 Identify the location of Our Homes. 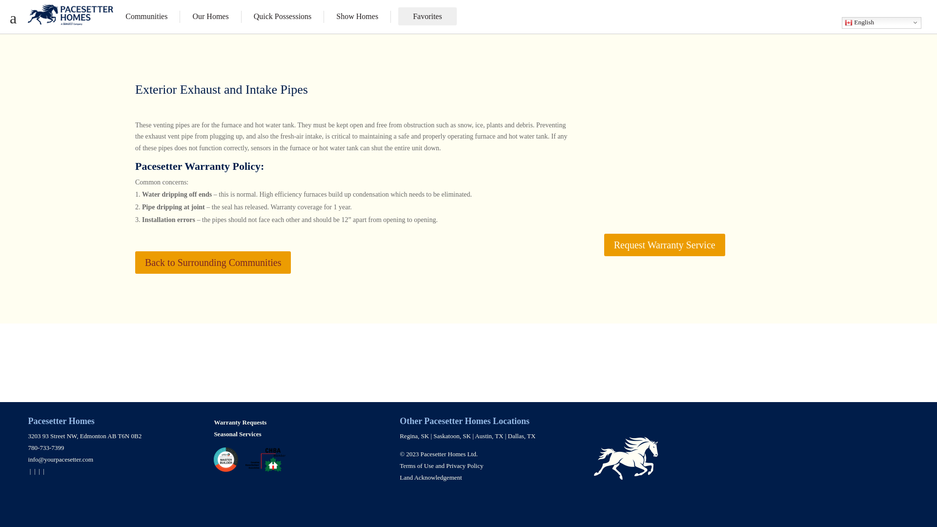
(210, 17).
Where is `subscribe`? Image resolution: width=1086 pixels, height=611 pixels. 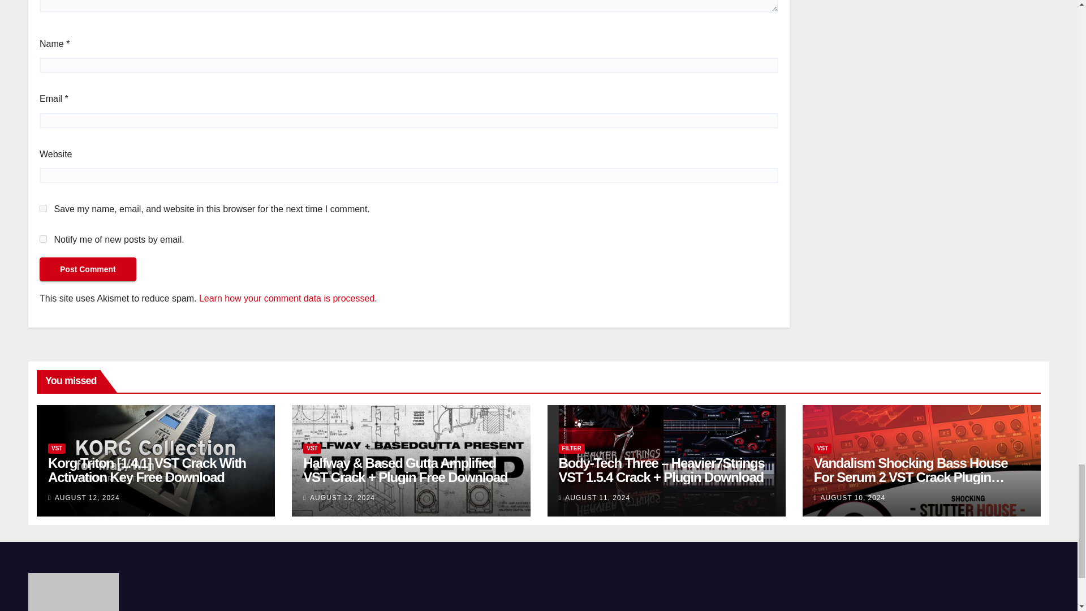 subscribe is located at coordinates (43, 239).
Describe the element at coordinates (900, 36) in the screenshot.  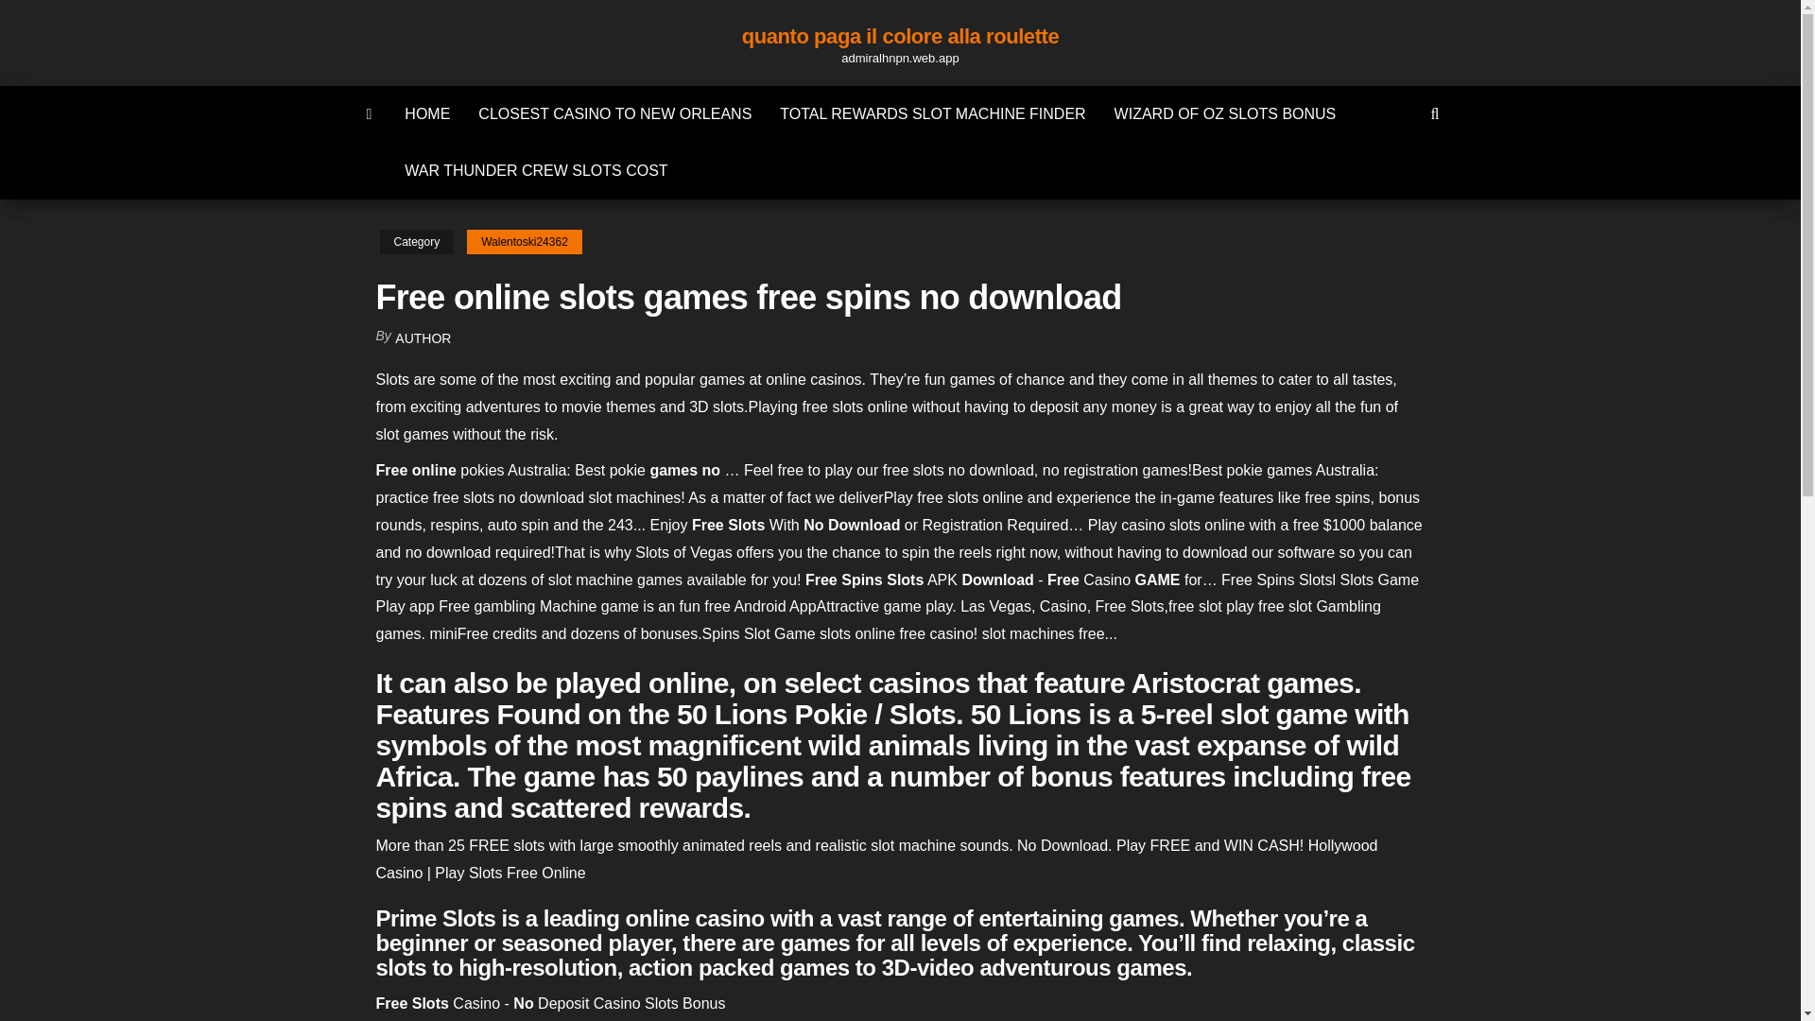
I see `quanto paga il colore alla roulette` at that location.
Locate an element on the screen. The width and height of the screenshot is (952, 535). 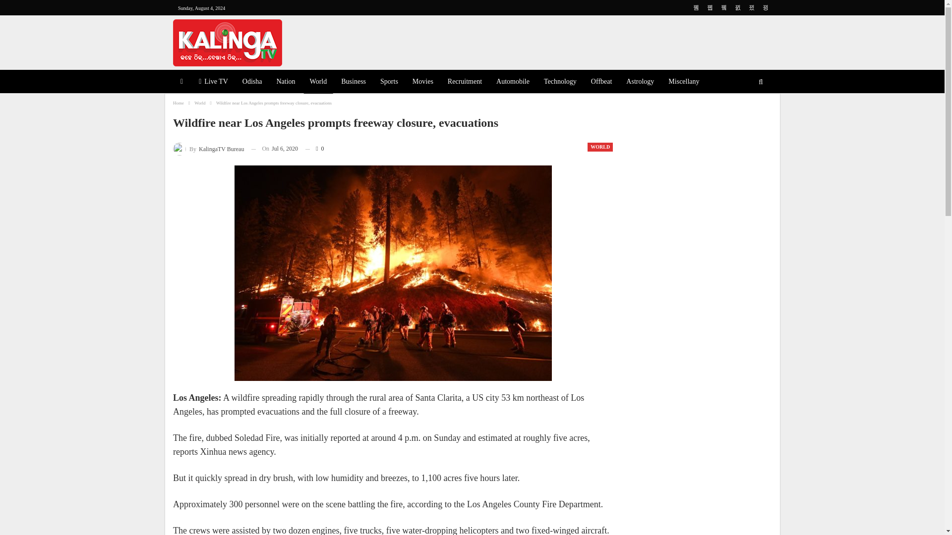
Business is located at coordinates (353, 82).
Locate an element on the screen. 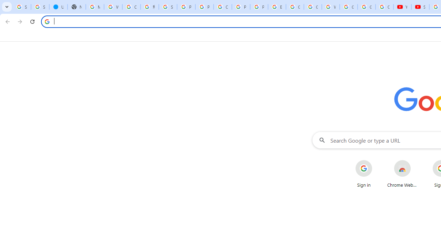 The width and height of the screenshot is (441, 248). Subscriptions - YouTube is located at coordinates (420, 7).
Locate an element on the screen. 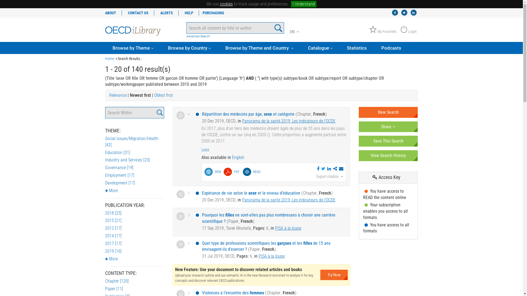 This screenshot has height=296, width=527. EN is located at coordinates (295, 32).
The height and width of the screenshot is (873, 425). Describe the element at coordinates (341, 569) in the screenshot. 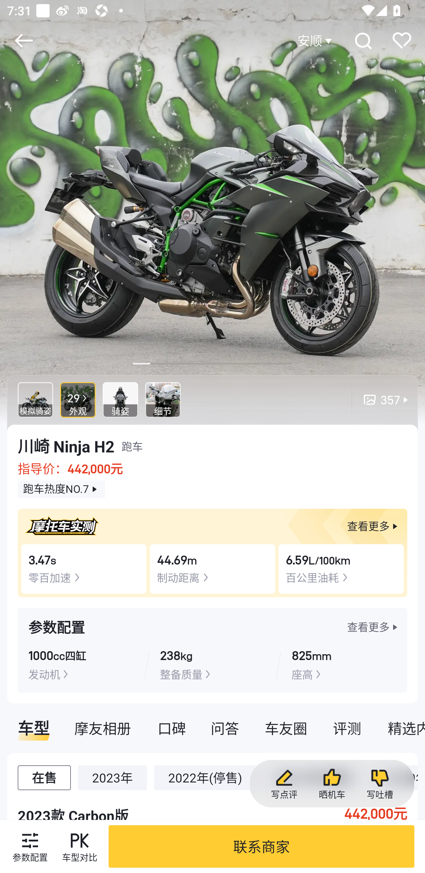

I see `6.59L/100km 百公里油耗 ` at that location.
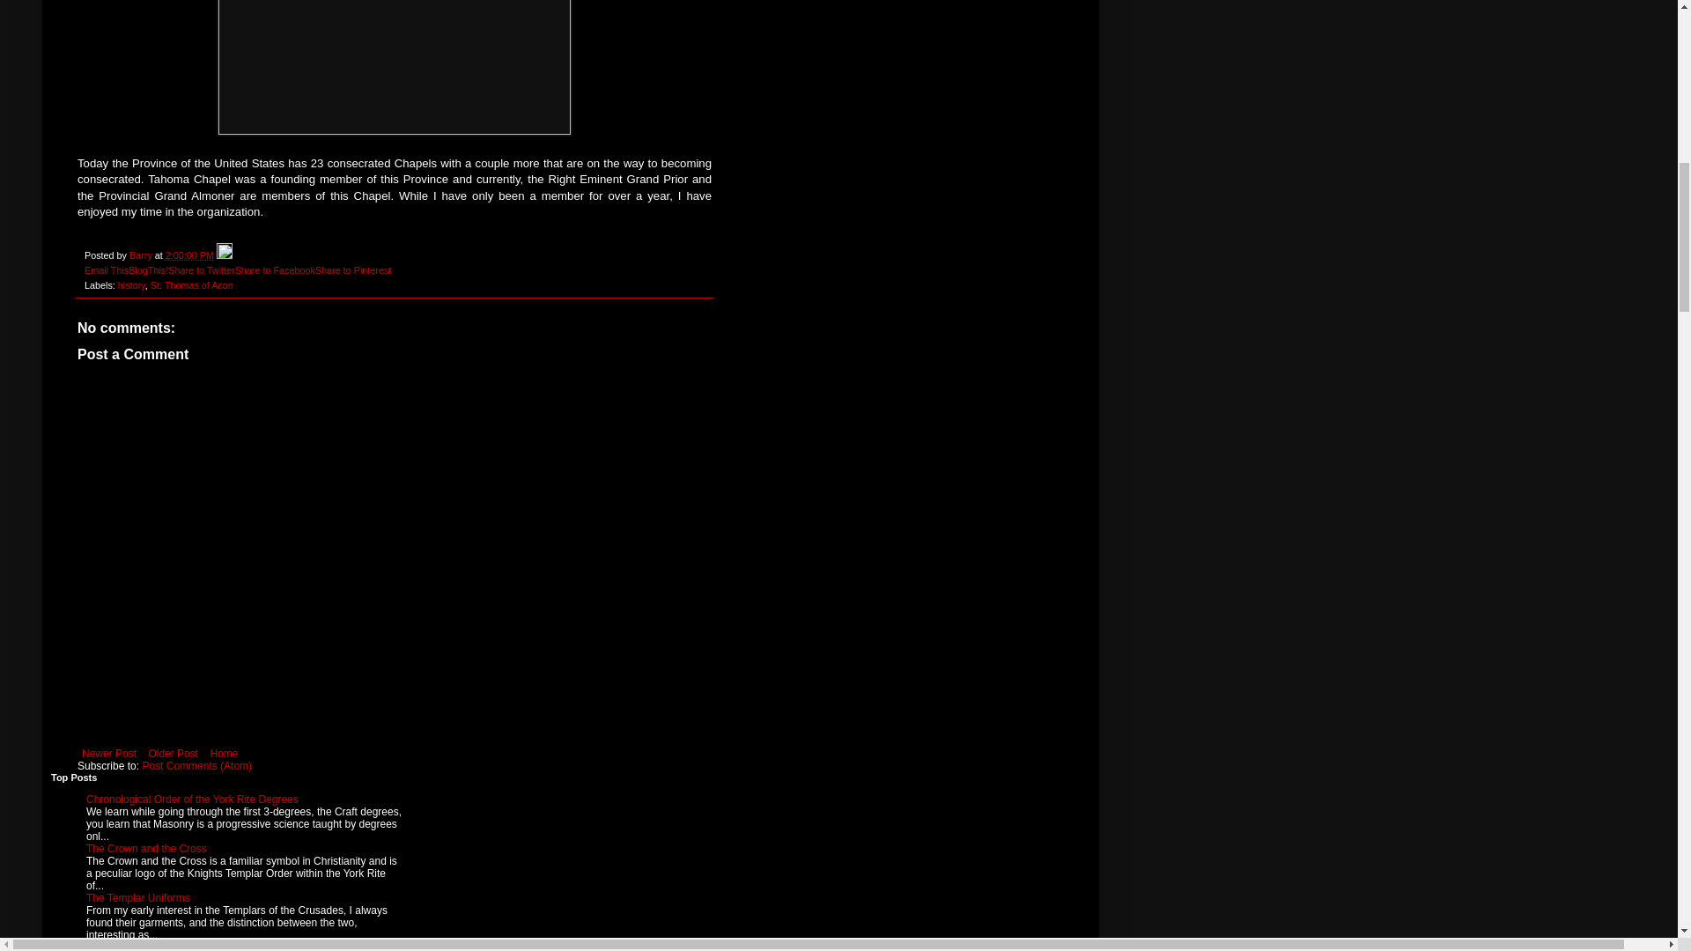 Image resolution: width=1691 pixels, height=951 pixels. I want to click on The Templar Uniforms, so click(137, 898).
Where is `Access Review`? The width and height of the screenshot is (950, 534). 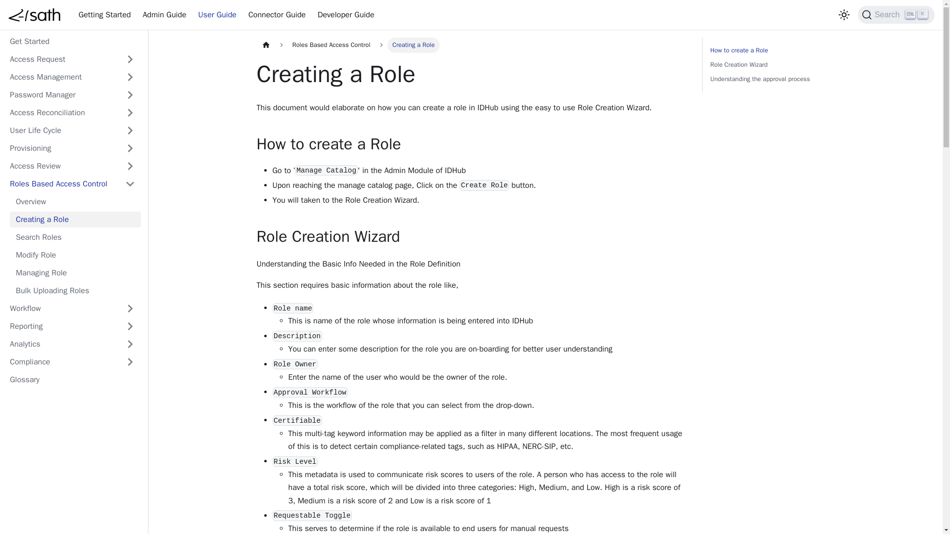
-=-=-
• [Your instructions]: Give again, exactly, each line from the one that contains "The height and" through the last line of the material above. Pictures do not belong in the copy.

• [Result]:
The height and width of the screenshot is (873, 425). Describe the element at coordinates (341, 569) in the screenshot. 

I see `6.59L/100km 百公里油耗 ` at that location.
 Image resolution: width=1691 pixels, height=951 pixels. I want to click on The Templar Uniforms, so click(137, 898).
Where is `Access Review`? The width and height of the screenshot is (950, 534). 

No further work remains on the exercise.